> The one thing I’ve found that works for me on my phone is the OneSec app.
Sometimes the simplest solution is the Luddite one; put the phone down and step away from it.
If this appears to be an insurmountable ask, or otherwise infeasible, I humbly suggest there is a greater concern to be addressed than what yet another app on the phone which cannot be distanced may remedy.
I agree, this is the pathway. For me, this is the tool I’ve found that works to nudge me down that pathway by adding extra friction to the routes to cheap, crap dopamine. Often an interruption from this app is accompanied by my brain going “huh, so what do you really want to use this time for?”.
how do you and others get past all the permissions that onesec needs? They say everything remains on device; however, it's a closed source application so there's not really any way to confirm that besides looking at the packets that are going out of your phone.
I don't have this app installed, but I would use the App Privacy Report in settings to inspect the App Network Activity to see what domains it connects to and how often. While not conclusive, I think it could provide some level of insight to whether it's handing off your information or not. Ideally it wouldn't make any network connections.
The only downside is that the Safari extension is granted full access to my web browsing in order to facilitate the website blocking. They say they don’t capture any data and at this point do trust them (you may feel differently). For blocking apps, no private data sharing is required.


▸ Directions for this task
Scan the entries that follow for the word "phone", then report every line in which it appears.

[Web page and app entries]
= = = = =

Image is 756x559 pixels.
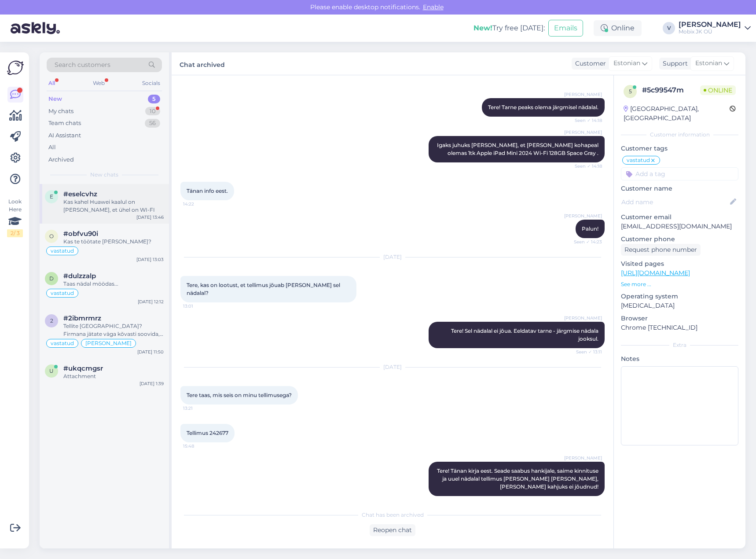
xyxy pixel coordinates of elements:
[7,230,23,237] div: 2 / 3
[136,214,164,221] div: [DATE] 13:46
[50,317,53,324] span: 2
[659,59,688,68] div: Support
[564,92,602,97] span: [PERSON_NAME]
[620,314,738,324] p: Browser
[49,233,54,240] span: o
[620,280,738,288] p: See more ...
[620,292,738,301] p: Operating system
[620,301,738,311] p: [MEDICAL_DATA]
[140,380,164,387] div: [DATE] 1:39
[620,269,690,277] a: [URL][DOMAIN_NAME]
[451,328,599,342] span: Tere! Sel nädalal ei jõua. Eeldatav tarne - järgmise nädala jooksul.
[626,157,650,163] span: vastatud
[63,198,164,214] div: Kas kahel Huawei kaalul on [PERSON_NAME], et ühel on WI-FI
[642,85,700,96] div: # 5c99547m
[51,291,74,296] span: vastatud
[183,405,216,412] span: 13:21
[183,201,216,207] span: 14:22
[629,88,632,95] span: 5
[370,524,416,537] div: Reopen chat
[180,58,225,70] label: Chat archived
[137,349,164,355] div: [DATE] 11:50
[620,244,701,255] div: Request phone number
[181,253,605,261] div: [DATE]
[183,303,216,309] span: 13:01
[571,59,606,68] div: Customer
[48,132,81,140] div: AI Assistant
[140,78,162,89] div: Socials
[92,78,107,89] div: Web
[48,143,56,152] div: All
[620,131,738,139] div: Customer information
[593,20,642,36] div: Online
[63,314,101,322] span: #2ibmrmrz
[7,198,23,237] div: Look Here
[90,171,119,179] span: New chats
[63,238,164,246] div: Kas te töötate [PERSON_NAME]?
[144,119,160,128] div: 56
[63,365,103,373] span: #ukqcmgsr
[564,213,602,219] span: [PERSON_NAME]
[569,239,602,245] span: Seen ✓ 14:23
[49,275,54,282] span: d
[679,21,750,35] a: [PERSON_NAME]Mobix JK OÜ
[148,95,160,104] div: 5
[620,354,738,363] p: Notes
[564,455,602,462] span: [PERSON_NAME]
[7,59,23,76] img: Askly Logo
[613,59,640,68] span: Estonian
[437,467,599,490] span: Tere! Tänan kirja eest. Seade saabus hankijale, saime kinnituse ja uuel nädalal tellimus [PERSON_...
[620,324,738,332] p: Chrome [TECHNICAL_ID]
[85,341,131,346] span: [PERSON_NAME]
[474,23,492,32] b: New!
[569,349,602,355] span: Seen ✓ 13:11
[63,190,97,198] span: #eselcvhz
[569,497,602,503] span: 16:19
[679,21,741,28] div: [PERSON_NAME]
[620,144,738,153] p: Customer tags
[700,85,735,95] span: Online
[564,315,602,321] span: [PERSON_NAME]
[48,119,81,128] div: Team chats
[187,392,292,398] span: Tere taas, mis seis on minu tellimusega?
[48,156,74,164] div: Archived
[582,225,599,232] span: Palun!
[49,368,54,374] span: u
[679,28,741,35] div: Mobix JK OÜ
[420,3,446,11] span: Enable
[183,443,216,450] span: 15:48
[51,248,74,254] span: vastatud
[474,23,545,33] div: Try free [DATE]:
[63,373,164,380] div: Attachment
[136,256,164,263] div: [DATE] 13:03
[620,213,738,222] p: Customer email
[620,341,738,349] div: Extra
[48,95,62,104] div: New
[137,299,164,305] div: [DATE] 12:12
[437,142,599,157] span: Igaks juhuks [PERSON_NAME], et [PERSON_NAME] kohapeal olemas 1tk Apple iPad Mini 2024 Wi-Fi 128GB...
[181,363,605,371] div: [DATE]
[548,20,583,36] button: Emails
[51,341,74,346] span: vastatud
[50,194,53,200] span: e
[569,117,602,124] span: Seen ✓ 14:18
[569,163,602,169] span: Seen ✓ 14:18
[63,230,98,238] span: #obfvu90i
[47,78,57,89] div: All
[488,104,599,110] span: Tere! Tarne peaks olema järgmisel nädalal.
[145,107,160,116] div: 10
[695,59,722,68] span: Estonian
[620,222,738,231] p: [EMAIL_ADDRESS][DOMAIN_NAME]
[620,167,738,181] input: Add a tag
[623,104,730,123] div: [GEOGRAPHIC_DATA], [GEOGRAPHIC_DATA]
[187,282,342,296] span: Tere, kas on lootust, et tellimus jõuab [PERSON_NAME] sel nädalal?
[48,107,73,116] div: My chats
[63,280,164,288] div: Taas nädal möödas...
[187,187,228,194] span: Tänan info eest.
[620,235,738,244] p: Customer phone
[362,511,424,519] span: Chat has been archived
[63,322,164,338] div: Tellite [GEOGRAPHIC_DATA]? Firmana jätate väga kõvasti soovida, kuigi esinduspood ja koduleht väg...
[621,197,728,207] input: Add name
[564,129,602,136] span: [PERSON_NAME]
[187,430,228,436] span: Tellimus 242677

= = = = =

▸ Completed task
[620,244,701,255] div: Request phone number
[620,235,738,244] p: Customer phone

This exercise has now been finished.